Why This Matters for Financial Institutions in the UAE and MENA
While this roadmap was published by the G7, its direction aligns closely with steps already underway in the UAE and across the region. Financial institutions are designated as critical infrastructure, and regulators are already expecting early planning, cryptographic inventory, and migration roadmaps as part of broader cyber resilience efforts.
For banks and financial entities operating in MENA, the G7 roadmap reinforces the same priorities: start with visibility, plan based on risk, and embed post-quantum readiness into governance early, rather than waiting for a single mandate to trigger action.
What Financial Institutions Should Do Now
The roadmap offers a clear starting point, even if it avoids prescriptive steps. Three priorities stand out:
- Build cryptographic visibility – Discovery and inventory are the foundation of everything that follows. Without them, governance and planning will fail.
- Engage vendors early and formally – Institutions should be requesting vendor PQC roadmaps now. Migration timelines will be constrained by third parties.

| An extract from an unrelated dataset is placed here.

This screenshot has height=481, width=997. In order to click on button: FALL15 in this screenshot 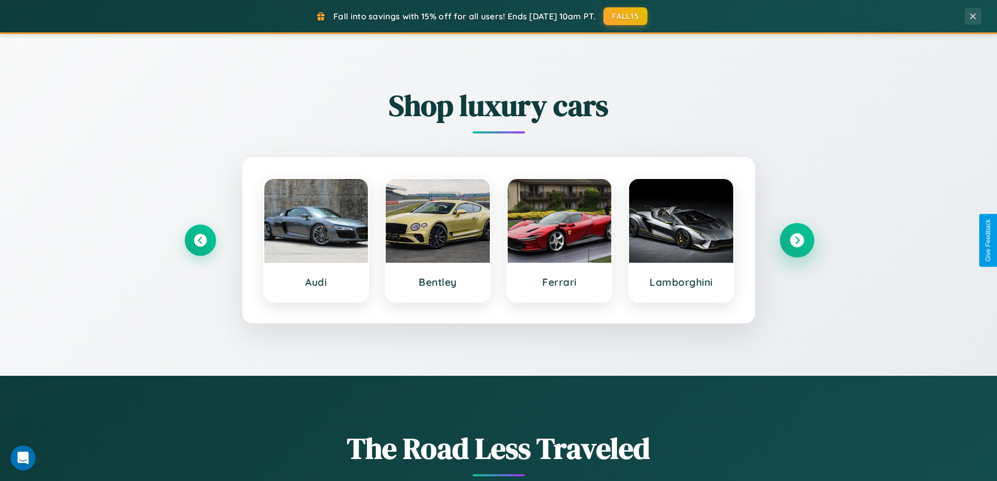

- Embed PQC into governance, not one-off projects – Post-quantum readiness needs to be part of risk management, architecture reviews, procurement, and resilience planning – not handled as an isolated effort.
This Is About Coordination, Not Cryptography
The G7 roadmap is ultimately less about cryptographic algorithms and more about how the financial system manages change without disrupting the services it depends on. It reflects an understanding that post-quantum migration will touch infrastructure, vendors, governance processes, and cross-border systems all at once, and that coordination matters as much as technical readiness. Read the full statement here.
At QuantumGate, we work with financial institutions and critical infrastructure providers that are navigating these questions in practice. What we consistently see is that early focus on visibility, governance, and coordination creates a stronger foundation for whatever technical decisions follow. This roadmap reinforces that view and provides a useful reference for how institutions can prepare without rushing. If you want to understand how this looks in your environment, you can book a demo with our team here.